As we noted yesterday, the World Health Organization has gone ahead with the inclusion of “gaming disorder” in the publication of its most recent edition of its disease classification manual, in spite of heavy criticism from independent academics as well as admittedly biased trade organizations. In fact, a group of those organizations – representing the video game publishing industry in the USA, South Africa, Canada, South Korea, Brazil, Australia, New Zealand, and 10 countries in western and northern Europe – submitted their own statement on WHO’s decision, once again noting the potential for “moral panic” and “abuse of diagnosis” following the unjustified classification. The most compelling argument remains the scientific one:
“There is strong disagreement among experts on the inclusion of video gaming in the ICD-11 list, and the issue has been heavily debated since 2016 when 36 internationally renowned and respected mental health experts, leading social scientists and academics from research centers and universities – including Oxford University, Johns Hopkins University, Stockholm University and The University of Sydney – opposed the inclusion in an Open Debate paper,” the group writes, pointing out that in the intervening two years, WHO’s second proposal all but ignored those researchers, prompting a second paper from academics that “alerts on the weak evidence base, stressing that the ‘burden of evidence and the clinical utility should be extremely high, because there is a genuine risk of abuse of diagnoses.'”
The letter further notes that the American Psychiatric Association found insufficient evidence to include video game addiction in its own manual several years ago. More recently, the American Psychological Association “called on the WHO not to include video game addiction”; it also cited tendencies toward “moral panic” and insufficiently conclusive and robust evidence as its justification:
“We can discern no clear reason why video games are being singled out for a disorder rather than a general ‘behavioral addiction’ category if the concern were truly regarding clinical access for those with problem behaviors. Thus, an obsessive focus of the WHO on VGA would appear to us to be a response to moral panic (e.g., Cohen, 1972; Ben-Yahuda, 2009), one which in turn is likely to fuel more moral panic, including miscommunications that game playing can be compared to substance abuse.”
Which incidentally is exactly what happened in our comments yesterday. Imagine how it’ll go elsewhere, among people who aren’t familiar with gaming. Actually, you don’t have to imagine: They’re already doing it.
I give you the most sensationalistic headline of the year. Is there any real scientist out there who would seriously agree with this claim? https://t.co/7QjHf2EQvk pic.twitter.com/fSRPKESZD4
— Patrick Markey (@patmarkey) June 18, 2018
Check out yesterday’s piece for a longer rundown of academic criticism of WHO’s move.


### BRIEF
Transcribe exactly, and only, the lines from the one containing "This screenshot has width=1175, height=600." through the last line of the data.
━━ RECORDS FOR THE EXERCISE
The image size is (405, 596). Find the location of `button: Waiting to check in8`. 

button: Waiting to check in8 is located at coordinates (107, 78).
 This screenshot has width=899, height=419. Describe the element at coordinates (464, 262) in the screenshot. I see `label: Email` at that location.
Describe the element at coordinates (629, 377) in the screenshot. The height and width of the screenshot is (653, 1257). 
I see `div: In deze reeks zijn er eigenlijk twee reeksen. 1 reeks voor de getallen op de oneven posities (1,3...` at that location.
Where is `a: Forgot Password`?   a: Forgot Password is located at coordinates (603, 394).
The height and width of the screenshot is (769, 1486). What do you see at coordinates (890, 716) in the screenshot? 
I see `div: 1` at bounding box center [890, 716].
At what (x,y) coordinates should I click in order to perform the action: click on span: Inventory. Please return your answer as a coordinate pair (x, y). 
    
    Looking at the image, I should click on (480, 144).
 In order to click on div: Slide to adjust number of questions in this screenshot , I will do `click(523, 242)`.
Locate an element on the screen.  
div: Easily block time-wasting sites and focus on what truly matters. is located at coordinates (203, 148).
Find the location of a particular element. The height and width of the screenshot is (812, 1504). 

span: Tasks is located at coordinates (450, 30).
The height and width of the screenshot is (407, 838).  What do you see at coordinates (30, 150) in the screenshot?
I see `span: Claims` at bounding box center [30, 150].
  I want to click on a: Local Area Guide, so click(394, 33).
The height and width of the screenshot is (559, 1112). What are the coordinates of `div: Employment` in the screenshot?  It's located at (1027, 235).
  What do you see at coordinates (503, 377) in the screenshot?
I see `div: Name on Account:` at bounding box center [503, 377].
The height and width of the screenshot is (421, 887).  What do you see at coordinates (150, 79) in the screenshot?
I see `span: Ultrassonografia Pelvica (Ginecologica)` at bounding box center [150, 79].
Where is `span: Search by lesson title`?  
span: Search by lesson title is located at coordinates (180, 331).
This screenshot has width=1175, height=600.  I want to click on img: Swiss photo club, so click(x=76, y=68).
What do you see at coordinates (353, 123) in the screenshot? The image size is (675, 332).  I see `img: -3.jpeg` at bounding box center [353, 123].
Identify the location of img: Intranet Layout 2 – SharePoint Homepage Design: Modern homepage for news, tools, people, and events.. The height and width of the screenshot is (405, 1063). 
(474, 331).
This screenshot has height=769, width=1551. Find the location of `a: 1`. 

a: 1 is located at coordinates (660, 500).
━━━━
### WORKED SOLUTION
This screenshot has width=1175, height=600.  I want to click on img: Swiss photo club, so click(x=76, y=68).
What do you see at coordinates (353, 123) in the screenshot? The image size is (675, 332).  I see `img: -3.jpeg` at bounding box center [353, 123].
Identify the location of img: Intranet Layout 2 – SharePoint Homepage Design: Modern homepage for news, tools, people, and events.. The height and width of the screenshot is (405, 1063). 
(474, 331).
This screenshot has height=769, width=1551. Find the location of `a: 1`. 

a: 1 is located at coordinates (660, 500).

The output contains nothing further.